First Flight: Great White


This is the first flight of the CASA 3D printed quadcopter which we will be using for the Royal Institution Coding for Year 9 project. The frame was designed by en-topia and 3D printed in PLA by @digitalurban using his MakerBot printer. I'm just glad it actually flies and that I didn't hit anything.

To give some sense of scale, the frame is a 100mm quadcopter in an X configuration. The hardware is taken from the HubSan X4 because it's easy to source in the UK and fairly cheap. I'm using the 4 coreless DC motors from the HubSan X4 with the standard props and the generation 2 flight controller board that contains the power connection for the camera and four LED connections. I had intended to use the hardware from my original generation 1 HubSan without the LEDs, but it's about 3 years old now and eventually gave up completely. The replacement from Amazon arrived last night, so I soldered the additional connectors onto the new board and connected it all up for the first test flight. There are 0.1 inch pitch header pins soldered to the motor wires and servo plugs (Futaba DuPont connectors) with wires soldered to the flight controller so the four motors and controller are removable. Everything is held onto the frame with elastic bands (that's probably why it isn't very stable).
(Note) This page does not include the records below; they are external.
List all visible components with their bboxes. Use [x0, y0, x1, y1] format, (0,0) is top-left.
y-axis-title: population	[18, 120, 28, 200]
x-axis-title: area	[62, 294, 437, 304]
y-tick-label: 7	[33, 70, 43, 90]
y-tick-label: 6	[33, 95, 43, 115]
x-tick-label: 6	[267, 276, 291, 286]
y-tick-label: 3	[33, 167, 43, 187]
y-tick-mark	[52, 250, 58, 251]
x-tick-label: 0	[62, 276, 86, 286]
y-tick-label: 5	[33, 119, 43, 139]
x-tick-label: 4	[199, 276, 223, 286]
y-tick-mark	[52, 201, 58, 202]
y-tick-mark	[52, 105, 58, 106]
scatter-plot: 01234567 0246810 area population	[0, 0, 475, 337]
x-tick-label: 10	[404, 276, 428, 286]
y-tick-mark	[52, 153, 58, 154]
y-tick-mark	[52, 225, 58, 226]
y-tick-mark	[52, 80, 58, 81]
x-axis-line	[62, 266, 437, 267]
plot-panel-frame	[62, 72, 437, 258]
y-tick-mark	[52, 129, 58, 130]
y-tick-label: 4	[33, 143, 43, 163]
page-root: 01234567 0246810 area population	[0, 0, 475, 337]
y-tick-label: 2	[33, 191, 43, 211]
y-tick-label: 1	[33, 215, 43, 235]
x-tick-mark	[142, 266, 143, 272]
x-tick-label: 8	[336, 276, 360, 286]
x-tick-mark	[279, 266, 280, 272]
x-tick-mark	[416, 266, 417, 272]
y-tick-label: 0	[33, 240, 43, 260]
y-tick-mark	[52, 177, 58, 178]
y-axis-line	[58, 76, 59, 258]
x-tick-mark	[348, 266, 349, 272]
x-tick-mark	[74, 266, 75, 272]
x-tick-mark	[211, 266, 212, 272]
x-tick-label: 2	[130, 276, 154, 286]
To give some sense of scale, it's flying in about a 1 metre box, so I was getting turbulence off of everything. Not exactly the best way to do a test flight, but I needed to film it flying. Also, the frame is warped quite badly (water and PLA don't mix), so I had to be very careful with the throttle as it was causing a lot of motion in strange directions. In the air it does feel heavy compared to a regular HubSan, but then we know it's about 9g heavier. Also, a bit of extra weight might be good to keep them from hitting the ceiling when we run the workshop session with 5 of these flying and complete novice pilots.

All in all, I think that's quite a successful test and we're now going to build some more frames with different designs.

Credits:
Pilot: Richard
Frame design: en-topia
3D printing: @digitalurban

Funded from the UCL BEAMs public engagement stream from an EPSRC Impact Acceleration Award  as part of Dr. Martin Austwick's public engagement work. For more on Martin's work, follow his Global Lab podcasts.